While John McCain struggles to learn how to read a Teleprompter, Barack Obama soars on his talent as a dazzling speaker. His acceptance speech will even fall on the 45th anniversary of the Rev. Dr. Martin Luther King Jr.'s celebrated "I Have a Dream" speech. Few candidates could stand the comparison, but Obama might.


The Republican National Convention Committee, displaying more than a little envy, accuses the Democrats of relying on "stagecraft and theatrics" over substance. But there's some merit in its chagrin. Spectacle enhances the candidate's emotional appeal, though relying on style over substance carries risks.


When John Kenneth Galbraith coined the phrase "conventional wisdom" five decades ago, he wasn't talking about what's going on at a convention, but about what's generally perceived to be fashionably acceptable. In our medium-is-the-message age, spectacle is acceptable, but it can make us feel like we're being patronized. In "The Anti-Intellectual Presidency," Elvin T. Lim traces the decline of presidential rhetoric from George Washington to George W. Bush and finds an increasing reliance on applause lines rather than the imparting of information or making effective argument.

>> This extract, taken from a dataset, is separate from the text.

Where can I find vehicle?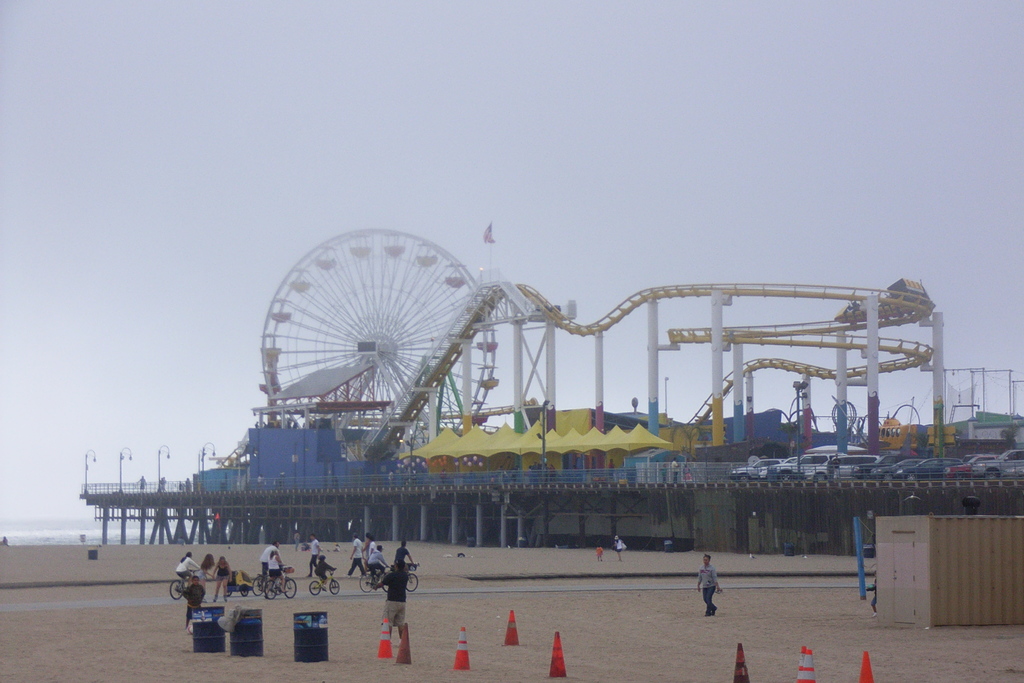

From FDR through Bill Clinton, the word "applause" occurs in the speeches of presidents 1,939 times. Ninety-seven percent of the references occur in the speeches of Richard Nixon through Bill Clinton. Even George W., no great orator, played to the pause for applause. An average of 71 applause breaks punctuated each of his State of the Union addresses, 29 seconds of applause for every 60 seconds of his speech. Such partisan interruptions trump persuasion.


Bill Clinton, a natural at the podium, got rousing ovations as partisan punch lines rolled across his tongue like honey on an apple. When a Teleprompter failed in the middle of one of his State of the Union addresses, he extemporized effortlessly. Not for nothing was he called Slick Willie.

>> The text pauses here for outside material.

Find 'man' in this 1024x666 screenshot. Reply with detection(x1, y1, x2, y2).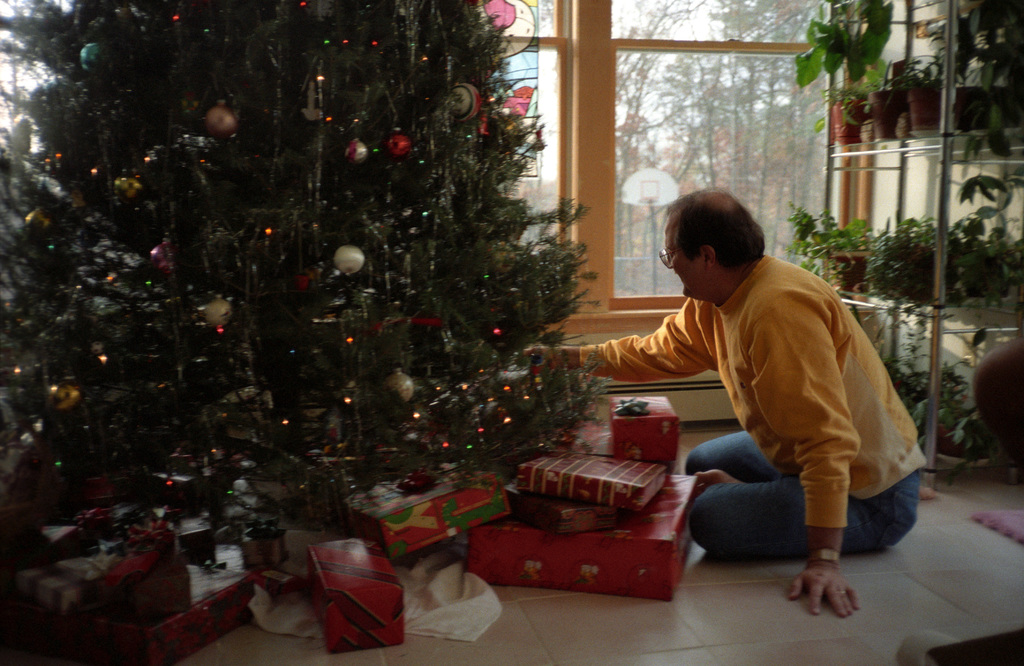
detection(515, 190, 932, 630).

In the dumbing down of education, we've deprived generations of schoolchildren the study of rhetoric, a staple back when studies in Latin and Greek were required, too. As we struggle to leave no child behind in English and math, the study of rhetoric is a luxury we think we can't afford.


But an informed citizenry can brush up on "the three simple proofs" of Aristotle to judge the elements of an effective speech that point to a leader's ability to lead. His speeches should include information for weighing and judging arguments, and reinforce his credibility based on character and knowledge, all to stir the masses to action with passion and emotion. You don't have to examine the history of presidential rhetoric, as Lim has done, to conclude that the speeches of candidates and presidents are long on emotion and a bit short on information.

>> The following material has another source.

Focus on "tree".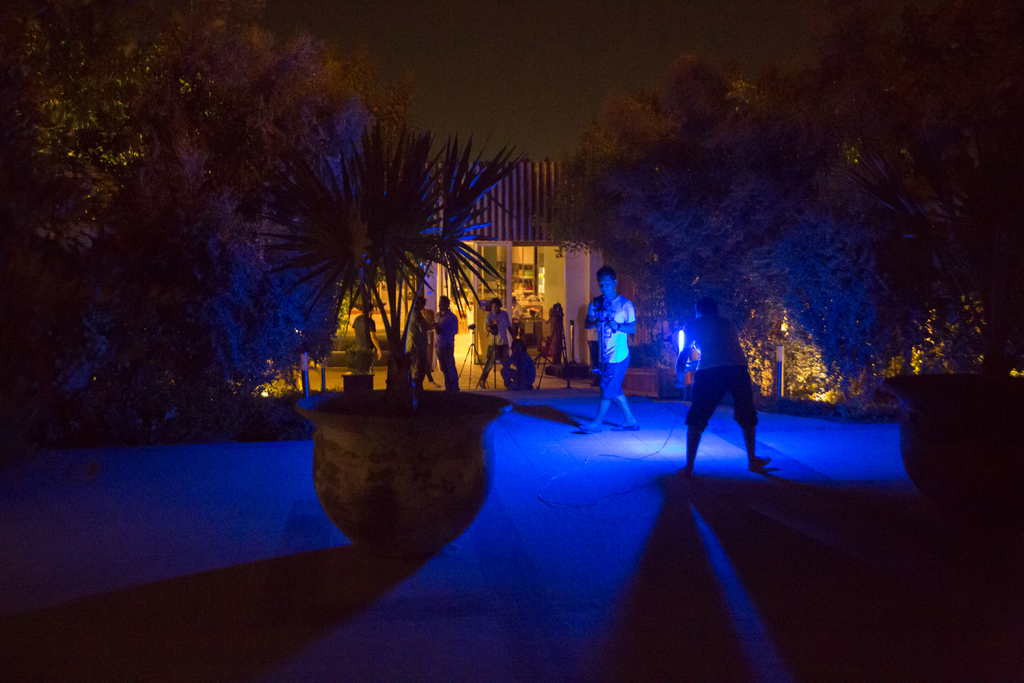
Focused at BBox(0, 0, 173, 422).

We're denied information that enables us to reason effectively. Candidates study polls and instinct carefully to feed audiences what they think they want to hear, tailoring their rhetoric to commonplace assumptions. There's a growing separation between content and style, and simplification is the result.


"Simplifying rhetoric to make it more accessible to the average citizen is a laudable enterprise," writes Lim, "but at some point simplification becomes oversimplification, and the line between the two is often difficult to define, especially in a polity committed to democracy."


Good leaders can make good teachers. Think FDR, who saw the White House reporters as his pupils, the meeting room as his schoolroom. He was a wily politician, and he knew the importance of education as his power of persuasion. When he famously conducted Fireside Chats during World War II, he asked his listeners to get out their maps to see where the battles were taking place. Rhetoric was used to educate.


William Safire, in his Political Dictionary, reminds us that the word candidate has the same root as "candor" and "incandescence." Today's political rhetoric is heavy on bombast and bloviation, if not necessarily incandescence. It rallies support and scorches the opposition in pursuit of molding the minds of the multitudes. Maybe the politicians can take a little time to persuade us to reason together.